@jetter
With 2-way speakers, this is usually the case. The reason has to do with time and crossover phase. It is considered far more important to have them work well through the crossover slope. Stereophile's speaker measurements do a great job of showing this. Look at figure 7 here, and the discussion right above it:
https://www.stereophile.com/content/monitor-audio-silver-8-loudspeaker-measurements
The measurements are typical for a good quality multi-way speaker, like the Monitor Audio line.
You can test any driver you can touch / see with a 1.5 to 9V battery. The + terminal should make the driver move towards the listener when the + of the battery is connected to it, with the negative pole attached to the - battery.
This may be very difficult with an AMT or ribbon however.
From what I have seen, most speaker makers like to keep the bass in positive polarity, and then invert the other drivers to suit.
Vandersteen and Thiel go through extraordinary efforts to avoid doing this, so they are among the rare exceptions.
Best,
E
Or maybe to say it in another way, the woofer and tweeter + and - are attached opposite to the signal from each other?
With 2-way speakers, this is usually the case. The reason has to do with time and crossover phase. It is considered far more important to have them work well through the crossover slope. Stereophile's speaker measurements do a great job of showing this. Look at figure 7 here, and the discussion right above it:
https://www.stereophile.com/content/monitor-audio-silver-8-loudspeaker-measurements
The measurements are typical for a good quality multi-way speaker, like the Monitor Audio line.
You can test any driver you can touch / see with a 1.5 to 9V battery. The + terminal should make the driver move towards the listener when the + of the battery is connected to it, with the negative pole attached to the - battery.
This may be very difficult with an AMT or ribbon however.
From what I have seen, most speaker makers like to keep the bass in positive polarity, and then invert the other drivers to suit.
Vandersteen and Thiel go through extraordinary efforts to avoid doing this, so they are among the rare exceptions.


[Work to be completed] The result should be an exact copy of only the lines from the one with "Identify the location" through the last line of the data below, with pictures omitted.

[Task inputs]
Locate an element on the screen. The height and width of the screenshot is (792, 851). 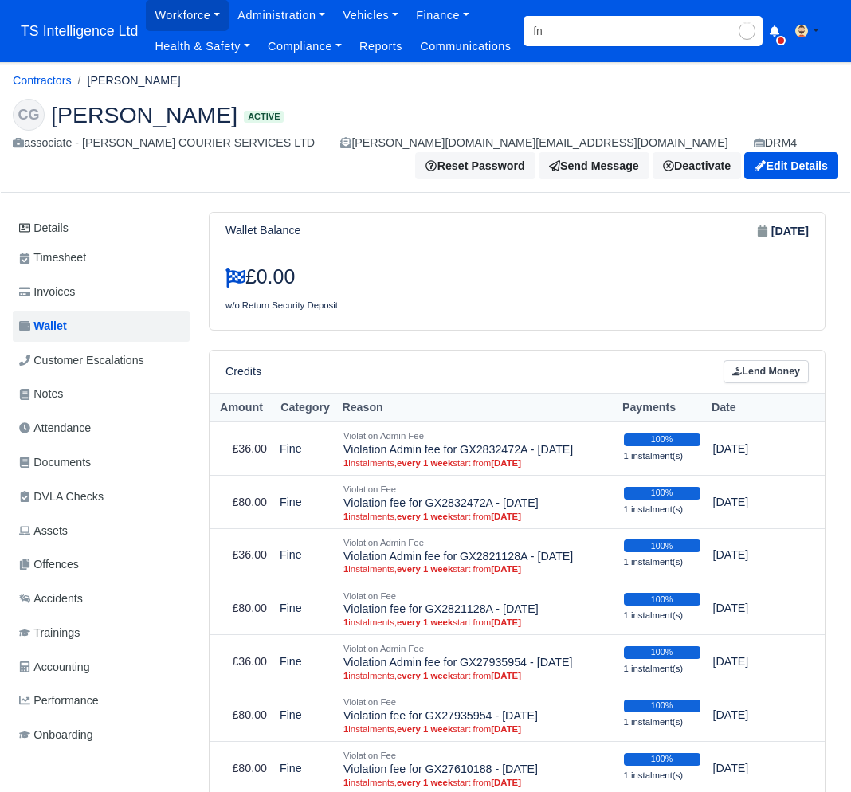
a: Lend Money is located at coordinates (765, 371).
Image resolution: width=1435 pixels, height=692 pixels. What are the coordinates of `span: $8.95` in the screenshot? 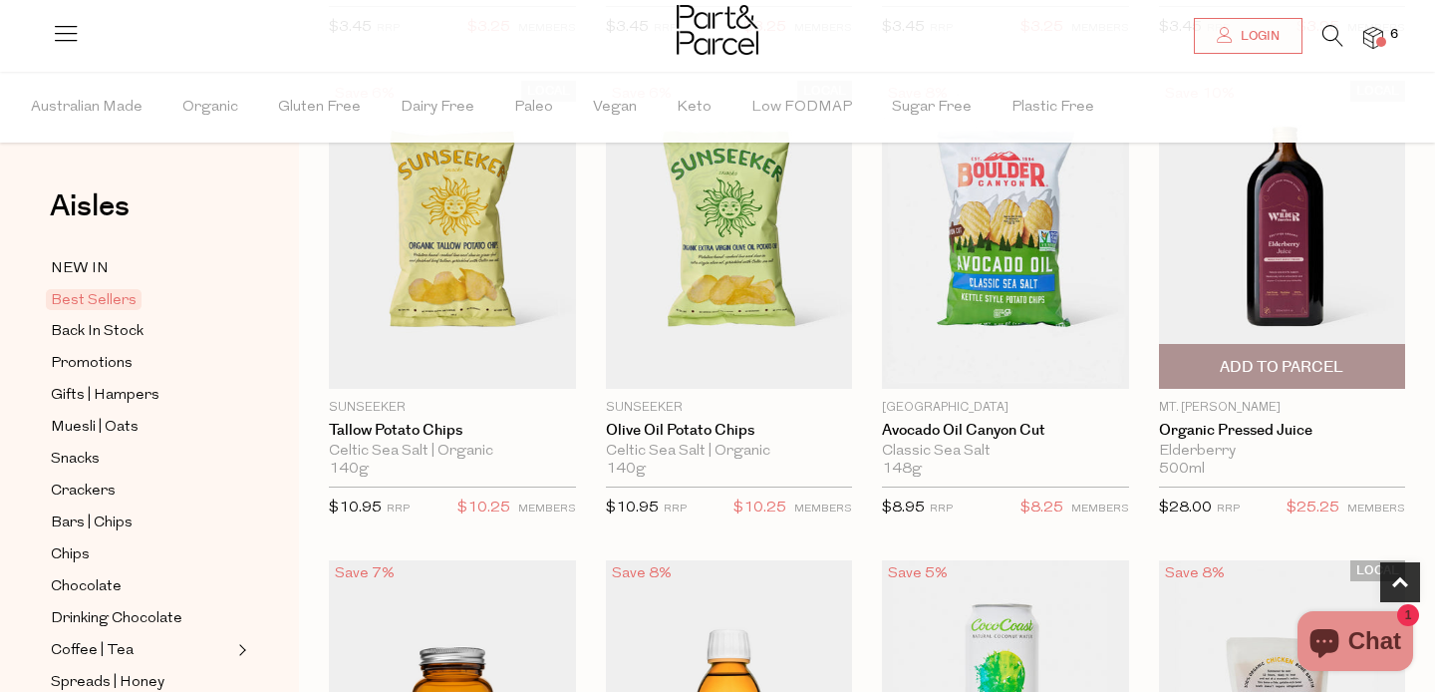 It's located at (903, 507).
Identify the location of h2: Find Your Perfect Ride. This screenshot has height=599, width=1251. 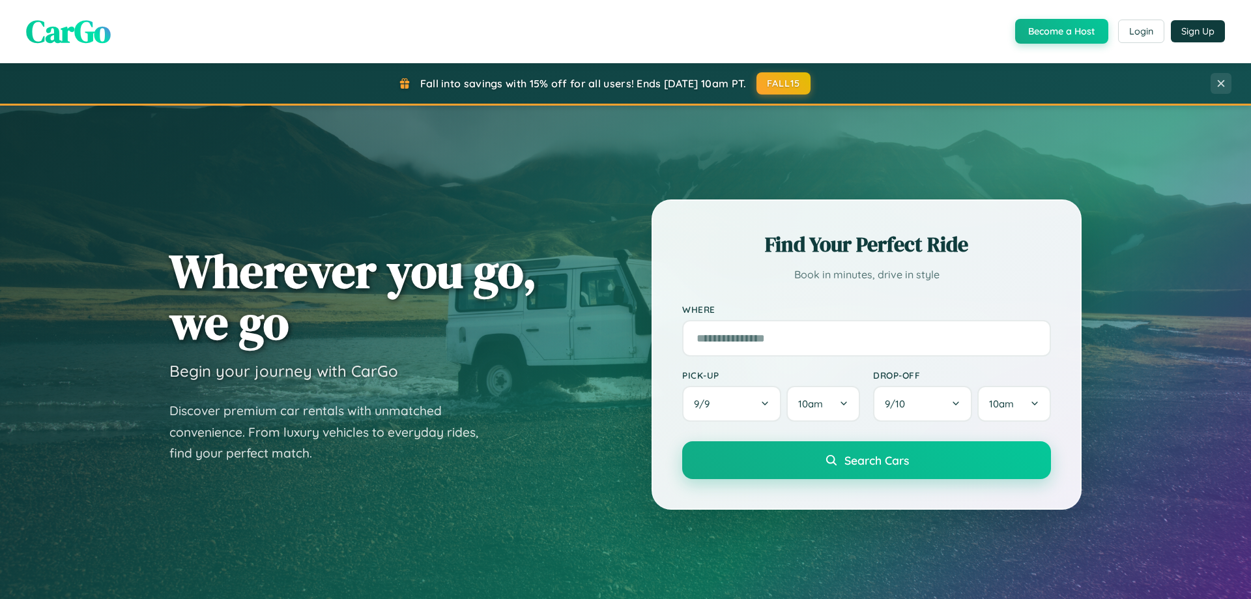
(867, 244).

[Solution to the problem]
Identify the location of h2: Find Your Perfect Ride. This screenshot has height=599, width=1251. 
(867, 244).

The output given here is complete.